Jeanne-Marie could not spare time to go again to Spa the next day, but she went with Madelon to the station, and waited till the train that bore her away was out of sight, and then, all lonely, she walked back to her empty house.
CHAPTER XVI.
How Madelon kept her Promise.
Madelon was standing in a little upper bedroom of the Hôtel de Madrid, a room so high up that from the window one looked over the tops of the trees in the Place Royale below, to the opposite hills. It was already dusk, but there was sufficient light to enable her to count over the little piles of gold that lay on the table before her, and which, as she counted, she put into a small canvas bag. It was the third evening after her arrival in Spa; she was preparing for her third visit to the Redoute, and this was what her capital of thirty francs had already produced.
The last ten-franc piece disappeared within the bag, and Madelon, taking her hat and cloak, began to put them on slowly, pausing as she did so to reflect.
"If I have the same luck this evening," she thinks, "to-morrow I shall be able to write to Monsieur Horace—if only I have—and why not?
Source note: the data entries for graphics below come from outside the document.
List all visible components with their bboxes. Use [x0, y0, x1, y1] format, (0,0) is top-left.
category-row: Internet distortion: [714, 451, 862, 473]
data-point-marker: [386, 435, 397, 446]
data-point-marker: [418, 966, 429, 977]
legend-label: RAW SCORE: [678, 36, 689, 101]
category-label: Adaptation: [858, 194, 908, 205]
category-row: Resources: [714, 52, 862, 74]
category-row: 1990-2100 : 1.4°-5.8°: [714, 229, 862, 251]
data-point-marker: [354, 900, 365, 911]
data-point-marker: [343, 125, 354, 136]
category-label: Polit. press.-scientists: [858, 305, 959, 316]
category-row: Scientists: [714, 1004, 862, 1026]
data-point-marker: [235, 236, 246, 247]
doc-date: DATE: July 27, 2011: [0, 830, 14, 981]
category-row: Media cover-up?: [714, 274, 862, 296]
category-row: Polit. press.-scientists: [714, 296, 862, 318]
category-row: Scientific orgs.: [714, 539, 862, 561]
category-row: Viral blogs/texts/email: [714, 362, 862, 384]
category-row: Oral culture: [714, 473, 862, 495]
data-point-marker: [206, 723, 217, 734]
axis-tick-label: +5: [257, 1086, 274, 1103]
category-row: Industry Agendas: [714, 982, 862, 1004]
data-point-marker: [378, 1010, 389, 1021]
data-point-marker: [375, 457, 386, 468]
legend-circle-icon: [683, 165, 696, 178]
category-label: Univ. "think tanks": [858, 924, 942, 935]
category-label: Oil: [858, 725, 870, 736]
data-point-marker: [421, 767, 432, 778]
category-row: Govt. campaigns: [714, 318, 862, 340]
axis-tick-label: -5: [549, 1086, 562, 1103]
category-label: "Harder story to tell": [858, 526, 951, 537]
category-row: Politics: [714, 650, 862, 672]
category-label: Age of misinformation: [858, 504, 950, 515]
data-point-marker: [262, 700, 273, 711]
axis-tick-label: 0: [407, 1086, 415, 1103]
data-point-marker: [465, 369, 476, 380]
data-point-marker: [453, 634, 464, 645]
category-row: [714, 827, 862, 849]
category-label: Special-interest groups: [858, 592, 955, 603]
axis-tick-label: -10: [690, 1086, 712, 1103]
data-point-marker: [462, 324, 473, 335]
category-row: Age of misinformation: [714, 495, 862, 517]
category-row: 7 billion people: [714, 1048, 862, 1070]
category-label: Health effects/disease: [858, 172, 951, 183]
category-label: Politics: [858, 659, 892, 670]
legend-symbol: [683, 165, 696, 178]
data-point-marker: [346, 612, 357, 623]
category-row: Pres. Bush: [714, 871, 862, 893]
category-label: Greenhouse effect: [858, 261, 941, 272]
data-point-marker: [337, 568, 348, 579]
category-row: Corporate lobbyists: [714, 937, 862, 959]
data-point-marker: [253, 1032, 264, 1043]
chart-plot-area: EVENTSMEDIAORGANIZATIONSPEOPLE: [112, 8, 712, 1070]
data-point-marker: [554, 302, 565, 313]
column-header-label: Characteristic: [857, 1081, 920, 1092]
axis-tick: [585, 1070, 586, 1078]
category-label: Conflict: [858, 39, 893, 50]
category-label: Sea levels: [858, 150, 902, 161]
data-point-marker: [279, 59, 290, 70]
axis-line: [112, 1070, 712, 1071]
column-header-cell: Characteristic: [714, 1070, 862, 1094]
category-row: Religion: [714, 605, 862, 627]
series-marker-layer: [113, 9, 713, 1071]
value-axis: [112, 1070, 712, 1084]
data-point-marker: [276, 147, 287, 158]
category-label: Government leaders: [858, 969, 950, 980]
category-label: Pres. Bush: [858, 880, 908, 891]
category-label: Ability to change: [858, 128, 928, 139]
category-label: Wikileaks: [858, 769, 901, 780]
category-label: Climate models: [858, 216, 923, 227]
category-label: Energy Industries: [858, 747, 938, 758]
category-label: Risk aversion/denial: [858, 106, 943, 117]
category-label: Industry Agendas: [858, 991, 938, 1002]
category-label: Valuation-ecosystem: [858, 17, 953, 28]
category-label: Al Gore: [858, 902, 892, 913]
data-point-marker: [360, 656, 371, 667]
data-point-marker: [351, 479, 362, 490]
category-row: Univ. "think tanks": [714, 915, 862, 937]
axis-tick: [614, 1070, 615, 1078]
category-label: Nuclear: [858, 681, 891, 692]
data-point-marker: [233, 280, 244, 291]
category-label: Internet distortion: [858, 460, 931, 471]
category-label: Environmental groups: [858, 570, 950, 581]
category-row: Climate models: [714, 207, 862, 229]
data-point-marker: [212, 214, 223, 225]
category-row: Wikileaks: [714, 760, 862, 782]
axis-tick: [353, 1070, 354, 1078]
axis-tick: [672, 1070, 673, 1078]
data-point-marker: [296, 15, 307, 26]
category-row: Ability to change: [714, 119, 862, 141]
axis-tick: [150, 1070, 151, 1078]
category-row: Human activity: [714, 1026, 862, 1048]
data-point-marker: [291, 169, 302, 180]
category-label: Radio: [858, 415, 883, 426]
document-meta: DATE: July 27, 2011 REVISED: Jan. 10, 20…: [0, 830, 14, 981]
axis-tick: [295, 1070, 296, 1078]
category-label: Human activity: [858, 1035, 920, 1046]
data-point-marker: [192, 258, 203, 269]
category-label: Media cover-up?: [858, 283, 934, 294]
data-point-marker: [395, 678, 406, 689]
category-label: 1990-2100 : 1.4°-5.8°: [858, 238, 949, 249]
I have scarcely lost once these last two nights. Certainly it is better to play in the evening than in the daytime. I remember now that papa once said so, and to-night I feel certain—yes, I feel certain that I shall win—and then to- morrow——"
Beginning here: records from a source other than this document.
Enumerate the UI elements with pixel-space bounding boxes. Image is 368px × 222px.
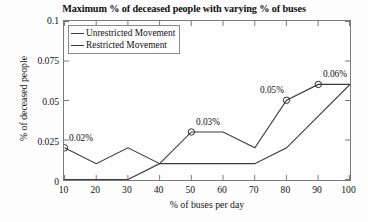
y-tick-2: 0.05 (42, 95, 59, 106)
chart-figure: Maximum % of deceased people with varyin… (0, 0, 368, 222)
y-tick-3: 0.075 (37, 55, 59, 66)
legend-label-restricted: Restricted Movement (86, 40, 167, 51)
x-tick-100: 100 (341, 184, 355, 195)
y-axis-tick-labels: 0 0.025 0.05 0.075 0.1 (14, 20, 59, 181)
x-tick-40: 40 (154, 184, 164, 195)
x-tick-90: 90 (312, 184, 322, 195)
x-tick-60: 60 (217, 184, 227, 195)
chart-title: Maximum % of deceased people with varyin… (0, 3, 368, 14)
annotation-0: 0.02% (69, 133, 93, 143)
y-tick-4: 0.1 (47, 15, 59, 26)
legend-item-restricted[interactable]: Restricted Movement (71, 39, 175, 51)
x-tick-30: 30 (122, 184, 132, 195)
legend-line-icon-restricted (71, 45, 84, 46)
x-tick-70: 70 (249, 184, 259, 195)
x-tick-20: 20 (90, 184, 100, 195)
legend-item-unrestricted[interactable]: Unrestricted Movement (71, 27, 175, 39)
y-tick-1: 0.025 (37, 135, 59, 146)
legend-label-unrestricted: Unrestricted Movement (86, 28, 175, 39)
annotation-2: 0.05% (260, 85, 284, 95)
annotation-3: 0.06% (323, 69, 347, 79)
x-axis-tick-labels: 10 20 30 40 50 60 70 80 90 100 (63, 184, 351, 198)
x-tick-50: 50 (186, 184, 196, 195)
annotation-1: 0.03% (196, 117, 220, 127)
x-tick-10: 10 (59, 184, 69, 195)
x-axis-label: % of buses per day (63, 199, 351, 210)
chart-legend[interactable]: Unrestricted Movement Restricted Movemen… (68, 25, 180, 54)
x-tick-80: 80 (281, 184, 291, 195)
legend-line-icon-unrestricted (71, 33, 84, 34)
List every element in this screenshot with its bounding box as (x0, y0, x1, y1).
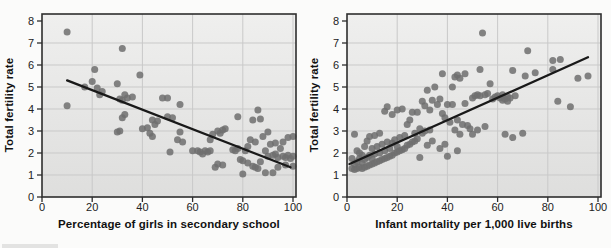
y-tick-label: 1 (333, 169, 339, 181)
data-point (484, 90, 491, 97)
data-point (462, 100, 469, 107)
data-point (424, 87, 431, 94)
data-point (177, 129, 184, 136)
data-point (252, 139, 259, 146)
data-point (439, 70, 446, 77)
y-axis-title: Total fertility rate (3, 58, 15, 152)
x-tick-label: 100 (284, 201, 302, 213)
data-point (114, 129, 121, 136)
data-point (444, 153, 451, 160)
data-point (567, 103, 574, 110)
y-tick-label: 3 (333, 125, 339, 137)
data-point (136, 71, 143, 78)
data-point (114, 80, 121, 87)
data-point (454, 147, 461, 154)
data-point (477, 66, 484, 73)
y-tick-label: 5 (333, 81, 339, 93)
data-point (524, 47, 531, 54)
data-point (512, 92, 519, 99)
data-point (272, 140, 279, 147)
data-point (264, 129, 271, 136)
data-point (254, 165, 261, 172)
data-point (149, 133, 156, 140)
x-tick-label: 80 (237, 201, 249, 213)
data-point (64, 102, 71, 109)
data-point (456, 131, 463, 138)
data-point (532, 69, 539, 76)
x-axis-title: Percentage of girls in secondary school (58, 218, 280, 230)
data-point (219, 162, 226, 169)
data-point (139, 125, 146, 132)
caption-fragment (2, 244, 58, 248)
y-tick-label: 4 (28, 103, 34, 115)
scatter-plot-infant-mortality: 012345678020406080100 Total fertility ra… (305, 0, 610, 248)
y-tick-label: 8 (333, 15, 339, 27)
data-point (199, 151, 206, 158)
data-point (164, 95, 171, 102)
x-tick-label: 40 (136, 201, 148, 213)
data-point (222, 125, 229, 132)
x-tick-label: 20 (86, 201, 98, 213)
data-point (557, 56, 564, 63)
data-point (64, 29, 71, 36)
x-tick-label: 0 (39, 201, 45, 213)
data-point (436, 96, 443, 103)
data-point (585, 73, 592, 80)
x-axis-title: Infant mortality per 1,000 live births (375, 218, 572, 230)
data-point (254, 107, 261, 114)
data-point (414, 109, 421, 116)
y-tick-label: 6 (28, 59, 34, 71)
fertility-scatter-figure: 012345678020406080100 Total fertility ra… (0, 0, 611, 248)
data-point (429, 137, 436, 144)
data-point (262, 169, 269, 176)
data-point (119, 45, 126, 52)
data-point (89, 78, 96, 85)
data-point (257, 158, 264, 165)
data-point (522, 73, 529, 80)
x-tick-label: 20 (391, 201, 403, 213)
data-point (554, 98, 561, 105)
x-tick-label: 60 (186, 201, 198, 213)
y-tick-label: 7 (333, 37, 339, 49)
data-point (416, 154, 423, 161)
data-point (426, 107, 433, 114)
data-point (482, 123, 489, 130)
scatter-plot-girls-secondary-school: 012345678020406080100 Total fertility ra… (0, 0, 305, 248)
x-tick-label: 40 (441, 201, 453, 213)
y-tick-label: 0 (28, 191, 34, 203)
data-point (249, 117, 256, 124)
data-point (167, 148, 174, 155)
y-tick-label: 7 (28, 37, 34, 49)
data-point (449, 84, 456, 91)
y-tick-label: 3 (28, 125, 34, 137)
data-point (384, 103, 391, 110)
x-tick-label: 100 (589, 201, 607, 213)
y-tick-label: 5 (28, 81, 34, 93)
data-point (519, 130, 526, 137)
data-point (502, 131, 509, 138)
y-tick-label: 6 (333, 59, 339, 71)
data-point (177, 101, 184, 108)
data-point (487, 80, 494, 87)
data-point (91, 66, 98, 73)
data-point (376, 130, 383, 137)
data-point (509, 67, 516, 74)
data-point (509, 134, 516, 141)
y-tick-label: 1 (28, 169, 34, 181)
data-point (574, 75, 581, 82)
data-point (431, 84, 438, 91)
chart-girls-secondary-school: 012345678020406080100 Total fertility ra… (0, 0, 305, 248)
y-tick-label: 2 (333, 147, 339, 159)
data-point (257, 115, 264, 122)
data-point (479, 30, 486, 37)
data-point (151, 121, 158, 128)
data-point (414, 135, 421, 142)
data-point (549, 57, 556, 64)
data-point (351, 131, 358, 138)
data-point (207, 147, 214, 154)
data-point (441, 141, 448, 148)
chart-infant-mortality: 012345678020406080100 Total fertility ra… (305, 0, 610, 248)
data-point (277, 145, 284, 152)
data-point (234, 113, 241, 120)
y-tick-label: 0 (333, 191, 339, 203)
She clasped her hands in ecstasy; she looked up at the evening sky. It was a raw, grey September evening, with gusts of wind and showers of rain at intervals. But Madelon cared nothing for the weather; her heart was all glowing with hope, and joy, and exultation. She put on her hat and veil, took up her money, and locking her door after her, ran downstairs. She hung the key up in Madame Bertrand's room, but Madame Bertrand was not there. On Madelon's arrival at the hotel she had found the excellent old woman ill, and unable to leave her room, and it was in her bed that she had given the child the warmest of welcomes, and from thence that she had issued various orders for her comfort and welfare. Her attack still kept her confined to her room, and thus it happened that our Madelon, quite independent, found herself at liberty to come and go just as she pleased.
She hung up her key, in the deserted little parlour, and, unchallenged, left the hotel, and went out into the tree- planted Place, where the band was playing, and people walking up and down under the chill grey skies. She felt very hopeful and joyous, so different from the first time she had started on the same errand, and the fact inspired her with ever- increasing confidence. She had failed then, and yet here she was, successful in her last attempts, ready to make another crowning trial, and with how many more chances in her favour! Surely she could not fail now!—and yet if she should! She was turning towards the Redoute, when an idea suddenly occurred to her—an idea most natural, arising, as it did, from that instinctive cry for more than human help, that awakes in every heart on great emergencies, and appealing, moreover, to that particular class of religious sentiment which in our little orphaned Madelon had most readily responded to convent teaching. What if it had been the Holy Virgin Mother who had been her protector in all these troubles, who had raised her up friends, and had brought her from death, as it were, to life again, to fulfil her promise? And if it were so,—which seemed most probable to Madelon,—would it not be well to invite her further protection, and even by some small offering to give emphasis to her prayers? Madelon's notions, it will be perceived, were not in strict accordance with convent orthodoxy, which would scarcely have been willing to recognize the Virgin's help in a successful escape from the convent itself; but orthodox notions were the last things with which it was to be expected our Madelon would trouble herself. Without other thought than that here might be another and sure way of furthering her one object, she made her way into a church, and expending two sous in a lighted taper, carried it to a little side chapel, where, above a flower-decorated altar, a beneficent Madonna seemed to welcome all sad orphans in the world to her all-protecting embrace.